Maine-built antenna heads to Florida

By Dawn De Busk

Staff Writer

ON SPX PROPERTY LAST WEEK, a crane sits in the foreground of a 70-foot-tall, multi-station broadcast FM antenna. The antenna, which took three months to build, will be disassembled and shipped to Jacksonville, Fla. (De Busk Photo.)

RAYMOND — Up on Tower Road, more than 70 SPX employees contributed to constructing a 70-foot-tall antenna, which is capable of simultaneously transmitting eight FM radio stations.

Most antennae can only relay the FM waves for one or two radio stations at a time, according to SPX General Manager Mark Fichter.

Our company “has a history of doing tricky, custom engineered products. Not many companies could have done this job,” he said, adding that SPX is the parent company and Dielectric is the brand of product produced by the Raymond-based business.

“The reason it’s significant is it’s one of the largest antennae in the world,” Fichter said on Friday, June 26.

A crane was poised to disassemble the towering antenna that weighs 37,000 pounds.

Later this month, the tower will be transported to Jacksonville, Fla., using two flatbeds and three box trailers, according to Fichter.

Cox Communications purchased the antenna.

On June 20 and 21, SPX employees tested the antenna. During the testing process, workers use a spectrum analyzer and hook up low-level radio frequencies (RFs) to the antenna, according to Fichter.

Sometimes, the concrete interferes with the RFs, he said. Therefore, to achieve the optimum test results, the antenna is stood upright on a test pedestal, he said.

“The fact that we can build and test an antenna like this one is important to our customer who owns it,” Fichter said.

SPX was able to both manufacture and test the antenna at its facility in Raymond.

Keith Pelletier, SPX director of engineering, was the primary engineer on the project, Fichter said.

“It is one of those projects (in which) almost every employee in the company was involved with it at one time or another,” he said.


◆ **ACTIVITY**:
Nothing in the records may be altered, and no picture may be included. Restate them in full.

#### DATA SUPPLIED ####

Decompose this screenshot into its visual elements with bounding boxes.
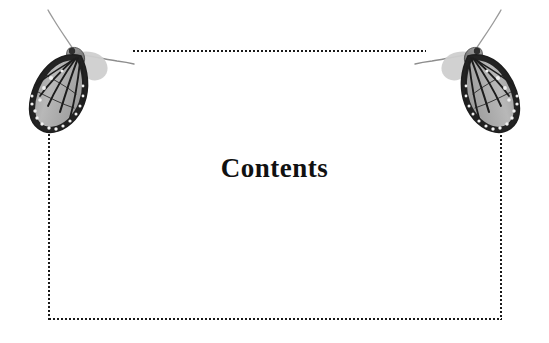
frame-border-right <box>500 122 502 320</box>
page-title: Contents <box>0 153 549 184</box>
frame-border-top <box>132 50 426 52</box>
contents-page: Contents <box>0 0 549 343</box>
antenna-upper <box>48 10 75 52</box>
butterfly-left-icon <box>18 8 138 143</box>
butterfly-head <box>474 48 480 54</box>
antenna-upper <box>474 10 501 52</box>
butterfly-forewing <box>461 55 519 133</box>
butterfly-head <box>69 48 75 54</box>
butterfly-right-icon <box>411 8 531 143</box>
butterfly-forewing <box>30 55 88 133</box>
frame-border-bottom <box>48 318 502 320</box>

####

◆ **WORKED SOLUTION**:
Decompose this screenshot into its visual elements with bounding boxes.
frame-border-right <box>500 122 502 320</box>
page-title: Contents <box>0 153 549 184</box>
frame-border-top <box>132 50 426 52</box>
contents-page: Contents <box>0 0 549 343</box>
antenna-upper <box>48 10 75 52</box>
butterfly-left-icon <box>18 8 138 143</box>
butterfly-head <box>474 48 480 54</box>
antenna-upper <box>474 10 501 52</box>
butterfly-forewing <box>461 55 519 133</box>
butterfly-head <box>69 48 75 54</box>
butterfly-right-icon <box>411 8 531 143</box>
butterfly-forewing <box>30 55 88 133</box>
frame-border-bottom <box>48 318 502 320</box>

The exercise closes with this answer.